Neonatal risk factors

Several studies of late onset sepsis have identified associations with mechanical ventilation, use and duration of TPN, use and duration of central lines, and the presence of NEC.1 18 Others have identified mechanical ventilation,8 21 TPN,9 22 NEC,9 exposure to antibiotics,23 24 duration12 and use of central lines,10 24 and duration of nasal continuous positive airway pressure12 as independent risk factors for LOGNS. We found all of these to be associated with LOGNS in univariate analysis, but only duration of TPN was found to be an independent risk factor in the multivariate model. There is good evidence for the protective effect of early enteral feeding,25 especially with human breast milk, in preventing neonatal sepsis.1 26 Our study also suggests that later commencement of enteral feeding is associated with the occurrence of LOGNS (in univariate analysis) but provides more powerful, albeit indirect, evidence that reaching full enteral feeds sooner (ie, no longer requiring TPN) might confer a protective effect.

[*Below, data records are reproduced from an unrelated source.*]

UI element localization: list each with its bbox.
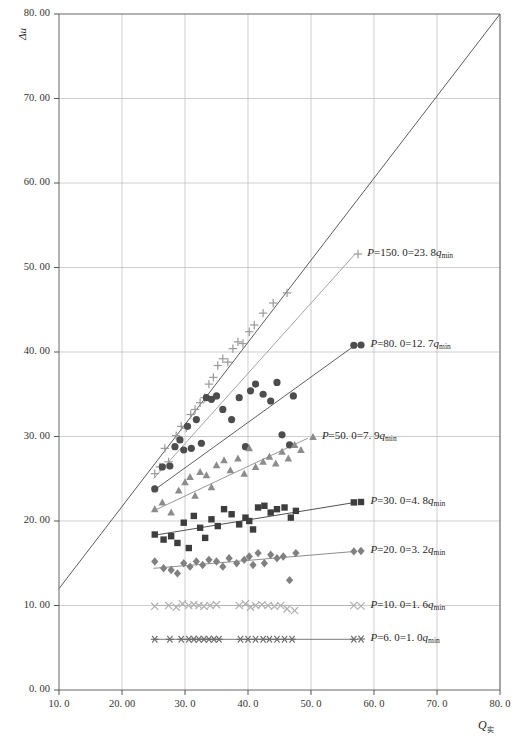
data-point-asterisk [252, 636, 260, 643]
marker-circle [193, 416, 200, 423]
grid-lines [59, 14, 500, 690]
data-point-plus [191, 405, 199, 413]
data-point-triangle [175, 487, 183, 494]
legend-symbol-q: q [428, 598, 434, 610]
marker-triangle [272, 460, 280, 467]
data-point-diamond [261, 559, 268, 567]
data-point-asterisk [273, 636, 281, 643]
data-point-diamond [151, 557, 158, 565]
data-point-triangle [285, 454, 293, 461]
data-point-triangle [196, 468, 204, 475]
marker-circle [188, 445, 195, 452]
marker-square [281, 504, 287, 510]
marker-square [236, 521, 242, 527]
data-point-plus [214, 361, 222, 369]
legend-marker-cross [354, 599, 368, 613]
marker-circle [180, 446, 187, 453]
data-point-square [250, 526, 256, 532]
marker-diamond [273, 554, 280, 562]
marker-diamond [199, 561, 206, 569]
data-point-circle [151, 485, 158, 492]
marker-diamond [219, 562, 226, 570]
legend-label-p300: P=30. 0=4. 8qmin [370, 494, 445, 506]
legend-value-text: =20. 0=3. 2 [377, 543, 428, 555]
data-point-triangle [227, 466, 235, 473]
data-point-plus [151, 469, 159, 477]
marker-circle [213, 392, 220, 399]
data-point-plus [209, 373, 217, 381]
data-point-circle [252, 381, 259, 388]
data-point-circle [193, 416, 200, 423]
legend-marker-triangle [306, 430, 320, 444]
data-point-square [293, 508, 299, 514]
legend-label-p500: P=50. 0=7. 9qmin [322, 429, 397, 441]
data-point-diamond [249, 561, 256, 569]
marker-circle [176, 436, 183, 443]
data-point-circle [188, 445, 195, 452]
data-point-square [288, 514, 294, 520]
marker-triangle [196, 468, 204, 475]
legend-symbol-q: q [428, 494, 434, 506]
data-point-plus [250, 321, 258, 329]
legend-value-text: =30. 0=4. 8 [377, 494, 428, 506]
data-point-plus [239, 339, 247, 347]
marker-square [288, 514, 294, 520]
marker-circle [278, 431, 285, 438]
data-point-diamond [174, 569, 181, 577]
data-point-plus [245, 328, 253, 336]
legend-symbol-p: P [367, 246, 374, 258]
legend-value-text: =150. 0=23. 8 [374, 246, 436, 258]
marker-circle [171, 443, 178, 450]
data-point-cross [151, 603, 158, 610]
data-point-plus [205, 380, 213, 388]
marker-diamond [160, 564, 167, 572]
data-point-triangle [208, 483, 216, 490]
data-point-diamond [186, 562, 193, 570]
legend-marker-plus [351, 247, 365, 261]
marker-diamond [213, 557, 220, 565]
data-point-triangle [272, 460, 280, 467]
marker-diamond [174, 569, 181, 577]
data-point-square [261, 503, 267, 509]
marker-triangle [234, 454, 242, 461]
data-point-circle [267, 397, 274, 404]
data-point-triangle [297, 446, 305, 453]
marker-triangle [208, 483, 216, 490]
data-point-triangle [259, 458, 267, 465]
data-point-circle [290, 392, 297, 399]
marker-diamond [205, 556, 212, 564]
marker-circle [358, 342, 365, 349]
data-point-square [236, 521, 242, 527]
scatter-chart-figure: Δu Q实 0. 0010. 0020. 0030. 0040. 0050. 0… [0, 0, 530, 752]
marker-square [186, 545, 192, 551]
data-point-diamond [199, 561, 206, 569]
legend-value-text: =10. 0=1. 6 [377, 598, 428, 610]
marker-circle [252, 381, 259, 388]
marker-square [293, 508, 299, 514]
marker-square [202, 535, 208, 541]
marker-triangle [186, 473, 194, 480]
legend-marker-square [354, 495, 368, 509]
data-point-triangle [240, 470, 248, 477]
plot-canvas [0, 0, 530, 752]
data-point-cross [291, 607, 298, 614]
data-point-triangle [220, 456, 228, 463]
marker-square [261, 503, 267, 509]
marker-square [197, 525, 203, 531]
marker-diamond [261, 559, 268, 567]
legend-label-p1500: P=150. 0=23. 8qmin [367, 246, 453, 258]
legend-subscript-min: min [439, 342, 451, 351]
data-point-diamond [233, 559, 240, 567]
data-point-triangle [309, 433, 317, 440]
data-point-circle [273, 379, 280, 386]
data-point-plus [354, 250, 362, 258]
data-point-asterisk [265, 636, 273, 643]
data-point-plus [196, 399, 204, 407]
data-point-diamond [219, 562, 226, 570]
marker-circle [219, 406, 226, 413]
data-point-asterisk [357, 636, 365, 643]
marker-diamond [358, 547, 365, 555]
data-point-circle [159, 463, 166, 470]
marker-diamond [286, 576, 293, 584]
marker-square [191, 513, 197, 519]
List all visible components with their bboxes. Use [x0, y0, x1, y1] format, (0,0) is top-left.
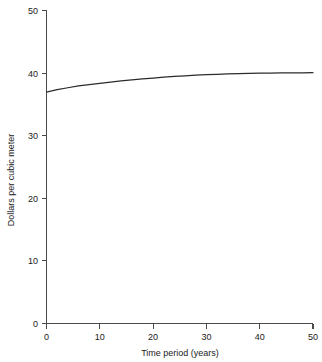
y-axis-title: Dollars per cubic meter	[6, 134, 16, 227]
x-tick-label-40: 40	[255, 332, 265, 342]
y-tick-marks	[42, 11, 47, 324]
chart-container: 50 40 30 20 10 0 0 10 20 30 40 50 Dollar…	[0, 0, 322, 362]
axes-group	[47, 10, 314, 324]
y-tick-label-0: 0	[33, 319, 38, 329]
y-tick-labels: 50 40 30 20 10 0	[28, 6, 38, 329]
y-tick-label-20: 20	[28, 194, 38, 204]
x-tick-label-10: 10	[95, 332, 105, 342]
x-tick-label-50: 50	[308, 332, 318, 342]
data-series-line	[47, 73, 314, 92]
x-axis-title: Time period (years)	[141, 348, 219, 358]
y-tick-label-40: 40	[28, 69, 38, 79]
x-tick-marks	[47, 324, 314, 329]
x-tick-label-20: 20	[148, 332, 158, 342]
y-tick-label-10: 10	[28, 256, 38, 266]
y-tick-label-50: 50	[28, 6, 38, 16]
line-chart: 50 40 30 20 10 0 0 10 20 30 40 50 Dollar…	[0, 0, 322, 362]
x-tick-label-0: 0	[44, 332, 49, 342]
y-tick-label-30: 30	[28, 131, 38, 141]
x-tick-labels: 0 10 20 30 40 50	[44, 332, 318, 342]
x-tick-label-30: 30	[201, 332, 211, 342]
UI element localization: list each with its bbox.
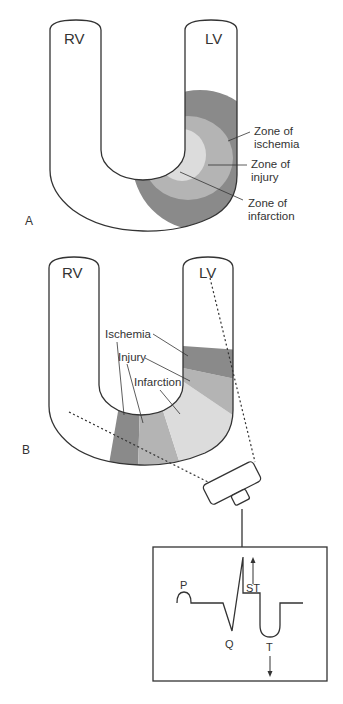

Apart from absence of the benefits of enteral feeding, the mechanism by which TPN may predispose to infection is uncertain. It is widely believed that the gut is an important source of the bacteria that cause bacteraemia in neonates and this may be especially so in those receiving TPN. In a prospective study of neonates receiving TPN, surveillance cultures of the oropharynx and gut were obtained twice weekly and cultured organisms were compared with those isolated in blood cultures taken for clinical indications. In six of 10 infants with septicaemia, the blood isolate was the same as the enteric isolate, supporting this hypothesis.27

An association has also been described between TPN related hyperglycaemia, prolonged hospital stay and mechanical ventilation in infants with sepsis.28 TPN related hyperglycaemia is well recognised in the newborn preterm population because of their diminished tolerance for parenteral glucose delivered at high rates.29 Conversely, infection itself can cause impaired hepatic glucose uptake and increase insulin resistance, thus further exacerbating hyperglycaemia.30 One mechanism proposed for immune compromise is through mitochondrial dysfunction secondary to hyperglycaemia.31 Unfortunately, glycaemia was not systematically documented in our patient population. This hypothesis therefore requires further study.

Limitations of our study

There are several limitations to our study and study design. Because it was conducted retrospectively, it was not possible to accurately determine the types and amounts of enteral feeds and so we were not able to draw conclusions regarding the influences of breast milk, artificial formula or mixed feeding. We were also not able to draw conclusions on risk factors for specific gram-negative organisms because of relatively small numbers of individual pathogens. As with any assessment of risk factors, it may be that other risk factors exist which we did not consider. It is therefore conceivable that any differences found between cases and controls might in fact reflect other unmeasured factors. Finally, because we matched cases and controls on gestational age, we are not able to draw conclusions about the importance of prematurity as a risk factor. However, this association is evident from a range of studies.

Conclusions

LOGNS predominately occurs in premature and VLBW babies. Maternal factors do not appear to be associated with LOGNS and although a number of significant associations with neonatal factors were identified on univariate analysis, many of these likely reflect their prevalence in the low birthweight population. The duration of TPN appears to be an important risk factor for LOGNS and although identified in previous studies, we have further clarified its independent role. The mechanisms for this require further research.

References

Footnotes

  • Competing interests None.

  • Provenance and peer review Not commissioned; externally peer reviewed.